In September 1944, US submarines torpedoed a convoy of Japanese cargo transports in the South China Sea – unaware that POWs were aboard, including Perth men. Left to die by the Japanese, prisoners clung desperately to wooden rafts. US submarines Pampanito, Sealion, Barb and Queenfish rescued 159 oil-sodden, exhausted, starved and dehydrated Allied POWs, sharing their clothes, food and bunks with them. Image: US Naval History and Heritage Command.

The first HMAS Perth survivors returned to Australia in late 1944. A handful of them were being transported from Singapore to Japan in the Japanese freighter Rakuyo¯ Maru when it was torpedoed by a US submarine in the South China Sea on 12 September 1944. They were rescued by US submarines patrolling the area, taken to Saipan in the Northern Mariana Islands for hospital treatment and then flown to Brisbane, Queensland, for debriefing and further treatment. The remaining Perth survivors were repatriated when the prison camps were liberated at the end of the war.

Evacuation of USS Houston survivors began on 28 August 1945, in planes sent in by the American Army’s Air Transport Command via Karachi (then part of India). They were flown direct to Washington, DC, for hospital checks, treatment and debriefing before being sent home.

Life would never be quite the same again for the Perth and Houston survivors. Some chose to re-enlist in their navy, while others returned to civilian life. For some the choice was made for them when they were declared unfit for service due to the injuries – physical or psychological – they received during the war. Of Perth’s company of 686, including airmen and civilian personnel, only 218 returned to Australia. Of the 1,068 sailors, marines and airmen aboard Houston, only 261 returned to the United States.

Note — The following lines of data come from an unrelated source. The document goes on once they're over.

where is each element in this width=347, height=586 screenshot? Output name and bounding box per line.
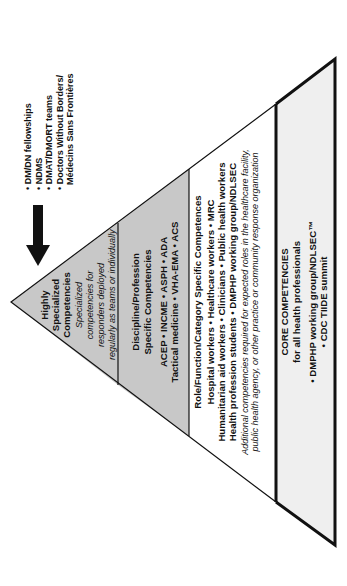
- tier-title-line: Discipline/Profession: [131, 212, 143, 392]
- external-list-item: • DMAT/DMORT teams: [45, 73, 56, 190]
- tier-highly-specialized: Highly Specialized Competencies Speciali…: [40, 250, 119, 360]
- external-list: • DM/DN fellowships • NDMS • DMAT/DMORT …: [24, 73, 77, 190]
- tier-desc-line: public health agency, or other practice …: [251, 132, 262, 472]
- external-list-item: • DM/DN fellowships: [24, 73, 35, 190]
- external-list-item: Médecins Sans Frontières: [66, 73, 77, 190]
- tier-item-line: • DMPHP working group/NDLSEC™: [308, 212, 319, 392]
- tier-title-line: Specific Competencies: [143, 212, 159, 392]
- tier-core: CORE COMPETENCIES for all health profess…: [280, 212, 330, 392]
- tier-item-line: Health profession students • DMPHP worki…: [228, 132, 241, 472]
- tier-discipline: Discipline/Profession Specific Competenc…: [131, 212, 182, 392]
- tier-item-line: Tactical medicine • VHA-EMA • ACS: [170, 212, 182, 392]
- tier-desc-line: regularly as teams or individually: [108, 250, 119, 360]
- tier-item-line: • CDC TIIDE summit: [319, 212, 330, 392]
- tier-role: Role/Function/Category Specific Competen…: [193, 132, 262, 472]
- tier-item-line: Humanitarian aid workers • Clinicians • …: [217, 132, 228, 472]
- tier-title-line: CORE COMPETENCIES: [280, 212, 292, 392]
- tier-title-line: for all health professionals: [292, 212, 308, 392]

HMAS Perth and USS Houston today

The battle-scarred remains of HMAS Perth and USS Houston lie in Banten Bay off the north-west tip of the Indonesian island of Java at the approaches to Sunda Strait. Perth lies on the sandy bottom at about 35 metres (115 feet) and Houston on a silty seabed at about 30 metres (98 feet).

Advances in underwater exploration – especially the invention of scuba gear – led to the discovery of the wreck sites in the 1960s. Since then, they have been popular for technical diving, for history enthusiasts and for taking souvenirs. Since 1974 salvage companies have removed brass and bronze from these and other wartime wrecks, but in 2013 Indonesian dive companies alerted Australian, American, British and Dutch authorities to the damage being done by international commercial salvage companies. Salvagers use divers operating from barges equipped with crane-operated grabs. With this equipment, they are removing entire wrecks from the Java Sea and surrounds for the scrap metal value. Australian, Indonesian and US authorities are now working together to formulate a cultural underwater heritage plan for these World War II ships, hoping to prevent further violations.

The men from Perth and Houston formed a close and enduring relationship through their common experiences of the harrowing sea battle followed by imprisonment. Physical reminders of their sacrifice include memorials and the naming of ships in their honour. More significant are the ceremonies of remembrance held in Australia and America each year. The ships and their men are remembered at Anzac Day in Australia and Veterans’ Day in the United States, and both countries have services on the 1 March anniversary.

— Lindsey Shaw,  Australian National Museum Honorary Research Associate. 

Guardians of Sunda Strait is open until 19 November 2017.

This article originally appeared in Signals 119 (June-August 2017). Catch more maritime history and stories in our quarterly magazine Signals.

War and Peace in the Pacific 75 - a series of programs to commemorate significant 75th anniversaries of World War II. Image: ANMM.

War and Peace in the Pacific 75 – a series of programs to commemorate significant 75th anniversaries of World War II. Image: ANMM.

Lindsey Shaw

Formerly ANMM Senior Curator, I retired after 27 years of service in 2013 and am now Honorary Research Associate.